The U.S. Coast Guard Cutter Diligence has returned to its homeport in Wilmington following a 45-day patrol, during which the crew helped intercept several hundred kilograms of cocaine from being smuggled into the United States.
The Diligence and its crew arrived in Wilmington Saturday after conducting several operations in the Caribbean Sea, according to a news release from the Coast Guard. The Diligence crew conducted search and rescue operations off the west coast of Cuba and conducted drug interdiction operations in the vicinity of Colombia and Panama.
Throughout the patrol, the crew of the Diligence provided operational support to the Joint Interagency Task Force (JIATF) South in the Western Caribbean Sea. In concert with JIATF South, the Coast Guard works alongside interagency and international partners to prevent and respond to illegal maritime migration and narcotics smuggling in the Caribbean Sea.
Law enforcement personnel from the Diligence worked with the crew of the Coast Guard Cutter Spencer — homeported in Boston — to stop a vessel smuggling narcotics. The crew helped prevent more than 700 kilograms of cocaine, worth more than $23 million, from being delivered to the United States.
The crew also diverted from their patrol to conduct a search and rescue mission based on a distress signal from a sailboat between Mexico’s Yucatan Peninsula and the west coast of Cuba. A team from the Diligence boarded the sailboat and learned the boat master was unable to steer or sail at the time.

Engineers from the Diligence repaired the boat’s autopilot system, while the corpsman assessed the master’s health with the assistance of a shore-based Coast Guard flight surgeon. The sailboat master continued on his journey, and the Diligence crew returned to their law enforcement mission.

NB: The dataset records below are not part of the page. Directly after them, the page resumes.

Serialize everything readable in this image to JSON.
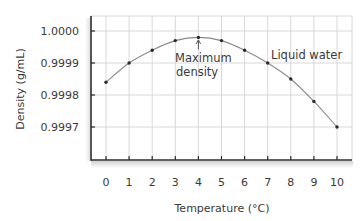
{
  "chart_data": {
    "type": "line",
    "title": "",
    "xlabel": "Temperature (°C)",
    "ylabel": "Density (g/mL)",
    "x": [
      0,
      1,
      2,
      3,
      4,
      5,
      6,
      7,
      8,
      9,
      10
    ],
    "series": [
      {
        "name": "Liquid water",
        "values": [
          0.99984,
          0.9999,
          0.99994,
          0.99997,
          0.99998,
          0.99997,
          0.99994,
          0.9999,
          0.99985,
          0.99978,
          0.9997
        ]
      }
    ],
    "x_ticks": [
      "0",
      "1",
      "2",
      "3",
      "4",
      "5",
      "6",
      "7",
      "8",
      "9",
      "10"
    ],
    "y_ticks": [
      "1.0000",
      "0.9999",
      "0.9998",
      "0.9997"
    ],
    "y_tick_values": [
      1.0,
      0.9999,
      0.9998,
      0.9997
    ],
    "xlim": [
      -0.65,
      10.65
    ],
    "ylim": [
      0.99961,
      1.00005
    ],
    "grid": true,
    "legend": "none",
    "annotations": [
      {
        "text": [
          "Maximum",
          "density"
        ],
        "x": 4,
        "y": 0.99998,
        "arrow": true
      },
      {
        "text": [
          "Liquid water"
        ],
        "x": 8.5,
        "y": 0.99991,
        "arrow": false
      }
    ],
    "colors": {
      "line": "#8a8a8a",
      "marker": "#2a2a2a",
      "grid": "#d8d8d8",
      "axis": "#2b2b2b",
      "text": "#3a3a3a"
    }
  }
}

When not conducting law enforcement activities, the crew of the Diligence focused on training in damage control, boat operations, engineering casualty control and ship handling for new crewmembers to complete their required shipboard qualifications.
In anticipation of Aviation Standardization — a three-day assessment of the Diligence crew’s flight operations capabilities scheduled for early October — the crew practiced flight operations the first evening underway.
A helicopter crew from Coast Guard Air Station Savannah in Savannah, Georgia, met the cutter crew to conduct deck landings, helicopter in-flight refueling and vertical replenishment exercises during which a helicopter crew picks up or delivers cargo on the flight deck without landing.
Following the return to Wilmington, the crew of the Diligence will settle in to conduct maintenance.
The Coast Guard Cutter Diligence is a 210-foot medium endurance cutter with a crew of about 80 Coast Guard members. The cutter’s primary missions consist of counter drug and migrant interdiction, enforcing federal fishery laws and conducting search and rescue operations.